Testing, testing

Closing the Teach For America Blogging Gap
Nov 09 2011

Allegedly 72% of TFAers “stay in education”…

But only 28% as teachers. According to TFA, anyway.

I keep hearing about corps members having left or planning to leave classroom teaching to go into “education policy” and it honestly makes me queasy.

Am I missing something here? Someone convince me that it’s a positive thing that people who taught for like two years, and either didn’t like it enough or weren’t good enough at it to stick with it, will make decisions about what happens in my classroom.

Maybe I should edit this to make it more charitable. I don’t know.

5 Responses

  1. Tom

    Perhaps those people just have a comparative advantage making policy and are doing the most good that they can with their skills.

    • parus

      If TFA wasn’t such a Dunning-Kruger fest, this idea would be a lot more reassuring.

  2. Alohagirl

    I don’t think you need to be more charitable. I just had to endure a TFA online “meetup” where I had to listen to 2 22 year olds with a grand total of 3 months of teaching experience talk about how good they felt about themselves because no matter how bad they were, at least they weren’t as bad as the other “old, boring” teachers at their school. With a mindset like that, can’t wait for these kids to put in their 2 cents on education policy after 2 years in the classroom (if they stayed any longer, of course, then they would just get old and boring…)

  3. mches

    You need to post more (in my opinion).

  4. Deborah

    This is why I stay. Teaching doesn’t “come easy” to me, but I am determined to become good at it, because only then will I feel ready to tackle issues at a different level.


[Brief]:
Transcribe exactly, please, the lines from the one containing "Image resolution: width=1073" through the end of the records below, and leave out the pictures.

[Available records]:

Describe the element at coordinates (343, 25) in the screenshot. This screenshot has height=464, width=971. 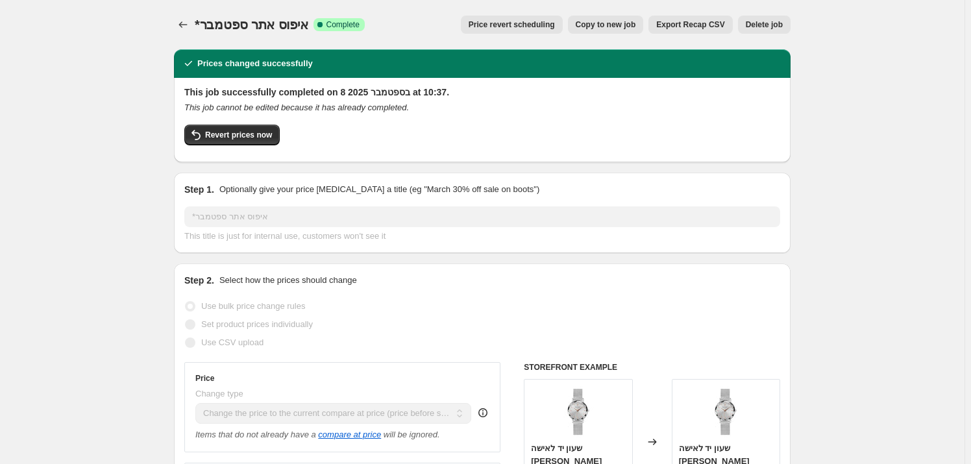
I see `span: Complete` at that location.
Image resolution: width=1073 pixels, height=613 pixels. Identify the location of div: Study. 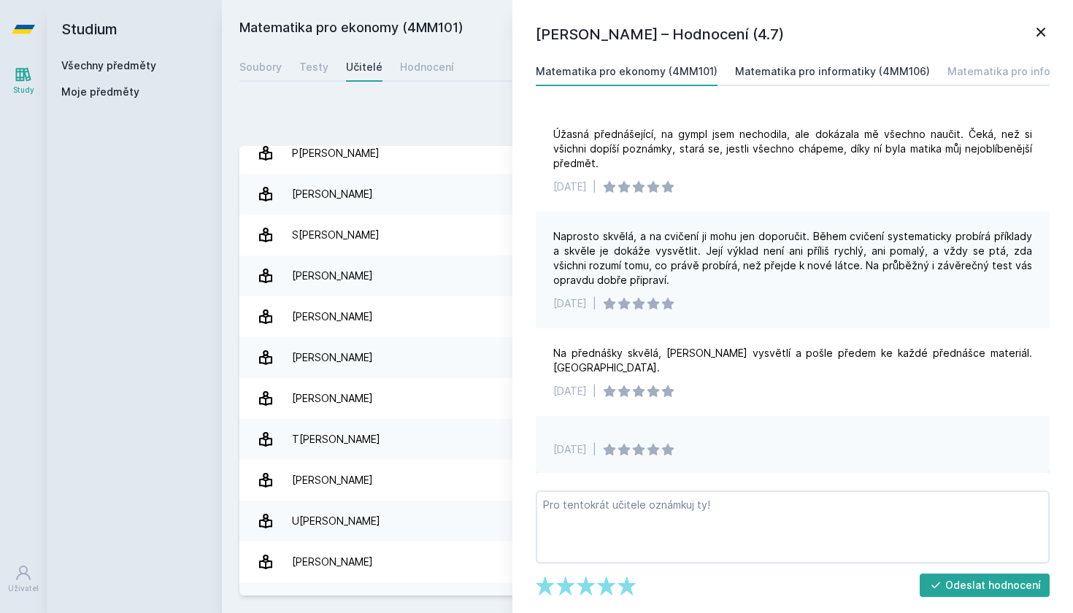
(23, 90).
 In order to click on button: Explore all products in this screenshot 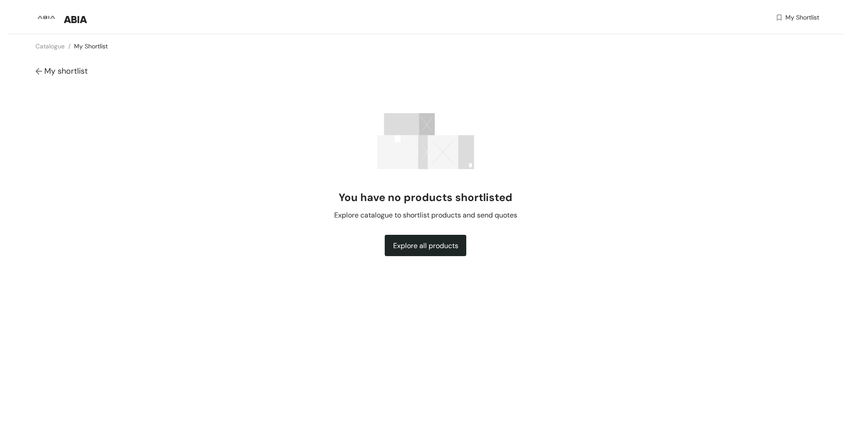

[Finished task]:
Image resolution: width=1073 pixels, height=613 pixels. Identify the location of div: Study. 
(23, 90).
 In order to click on button: Explore all products in this screenshot 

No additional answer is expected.